Frontiers in psychology, 2016
The present study reports normative ratings for 200 food and non-food odors. One hundred participants rated odors across measures of verbalisability, perceived descriptive ability, context availability, pleasantness, irritability, intensity, familiarity, frequency, age of acquisition, and complexity. Analysis of the agreement between raters revealed that four dimensions, those of familiarity, intensity, pleasantness, and irritability, have the strongest utility as normative data. The ratings for the remaining dimensions exhibited reduced discriminability across the odor set and should therefore be used with caution. Indeed, these dimensions showed a larger difference between individuals in the ratings of the odors. Familiarity was shown to be related to pleasantness, and a non-linear relationship between pleasantness and intensity was observed which reflects greater intensity for odors that elicit a strong hedonic response. The suitability of these data for use in future olfactory s...

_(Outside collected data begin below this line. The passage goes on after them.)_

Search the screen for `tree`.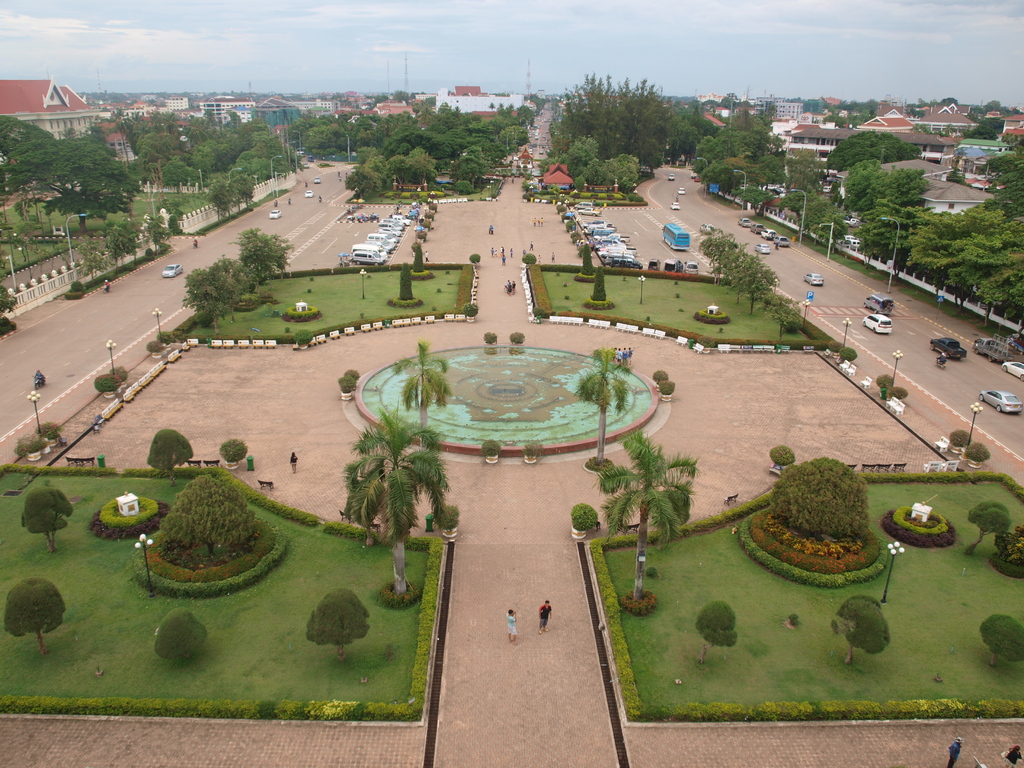
Found at box=[571, 348, 636, 465].
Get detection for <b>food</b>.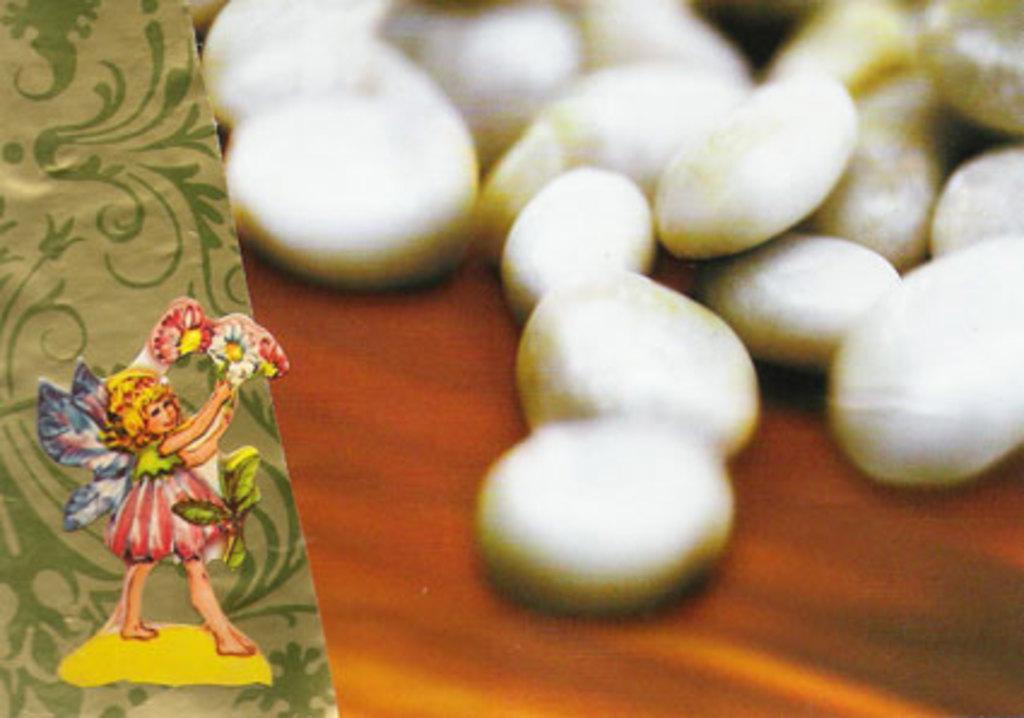
Detection: BBox(477, 422, 735, 610).
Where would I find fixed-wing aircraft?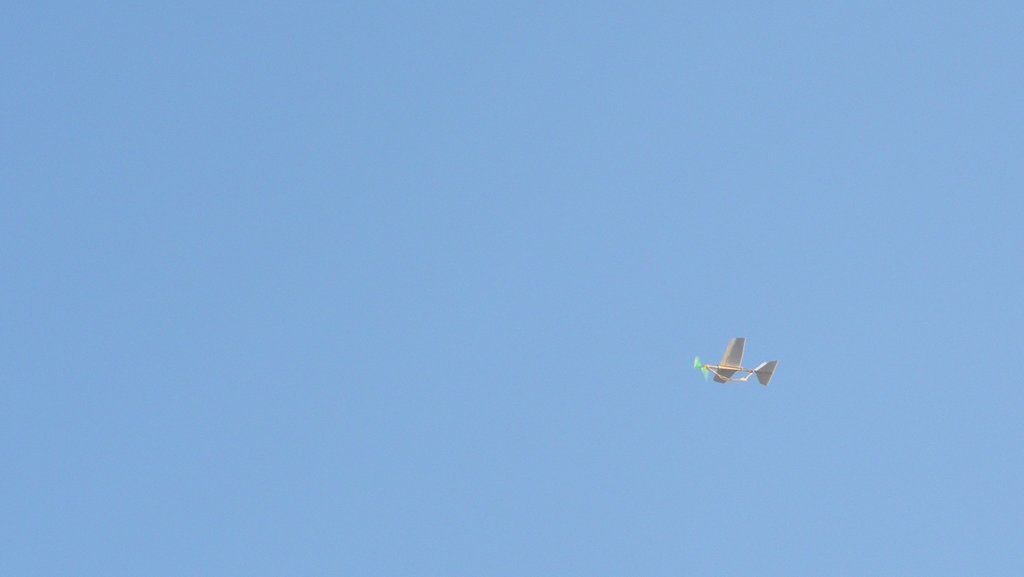
At crop(689, 332, 776, 393).
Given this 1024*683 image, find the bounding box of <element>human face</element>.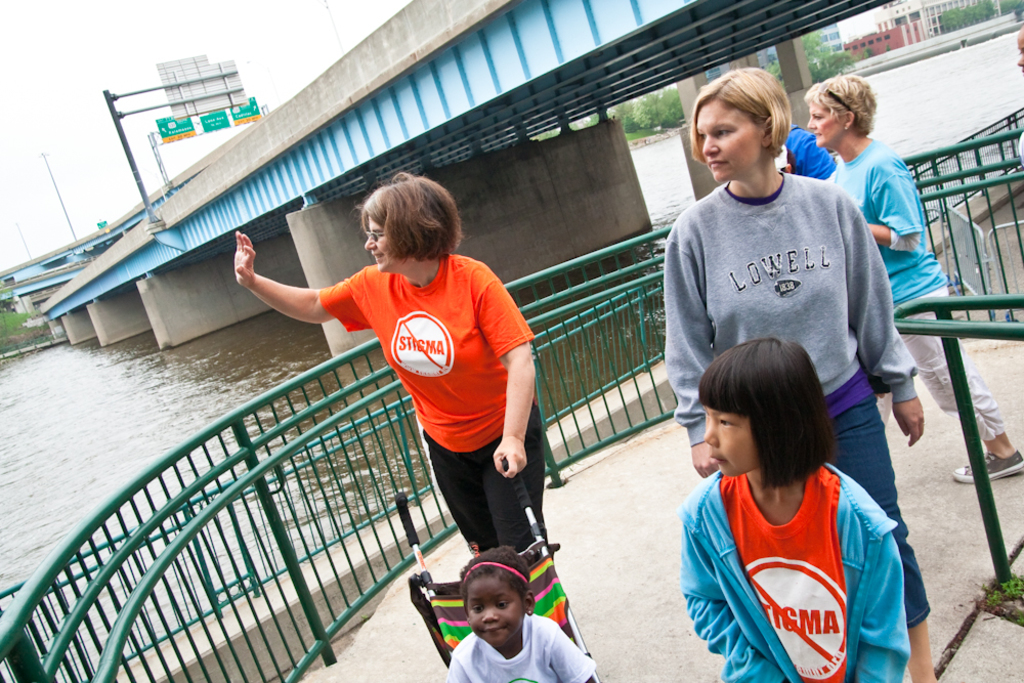
bbox=(702, 408, 753, 478).
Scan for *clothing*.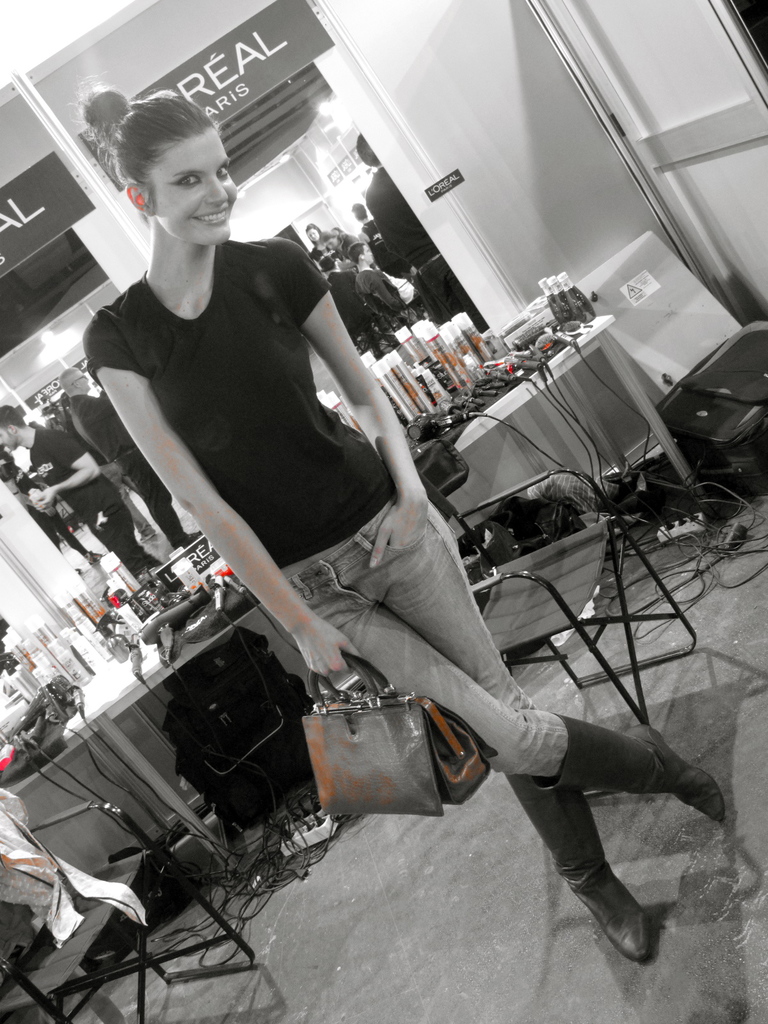
Scan result: bbox=(77, 262, 541, 778).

Reduced discriminability following perceptual learning with odours
Perception, 2004
In this experiment, the effects of prior experience on odour perception and discrimination were explored. Participants repeatedly sniffed a mixture composed of two odours, AX, as well as smelling two further odours alone, B and Y. After this training phase, participants were asked to rate the similarity of the odours A and X, B and Y, and a non-exposed pair C and Z. A and X were judged as significantly more alike than the other pairs. Exactly the same pattern emerged on a second test, in which participants were asked to select the odd odour out of sets of three. It was consistently harder for participants to pick the odd odour when the stimuli were drawn from the AX pair (eg A versus AX versus AX). Not only do these findings demonstrate that prior experience can affect odour perception, a finding not predicted by theories of odour perception based solely upon the physiochemical properties of odours, they also suggest that experience can act to selectively decrease discriminability.
Degel, J., Piper, D. & Köster, E.P. (2001) Implicit learning and implicit memory for odors:
One hundred and fifty-two subjects, divided into eight groups, were exposed to a room with a low concentration of either orange or lavender and to an odorless room. In a careful double-blind procedure, neither the subjects nor the experimenters were made aware of the presence of the odors in the experimental conditions. Later they were asked to indicate how well each of 12 odor stimuli, including the experimental and control odors, befitted each of 12 visual contexts, including the exposure rooms. At the end of this session they rated the pleasantness and the familiarity of the odors, and identified them by name. Finally they were debriefed and asked specifically whether they had perceived the experimental odors anywhere in the building. The results of four subjects who answered positively to the latter question were omitted. The results confirm the earlier finding that non-identifiers implicitly link odor and exposure room, whereas identifiers do not show such a link. It is suggested that episodic information is an essential constituent of olfactory memory and that its function is comparable to that of form and structure in visual and auditory memory systems.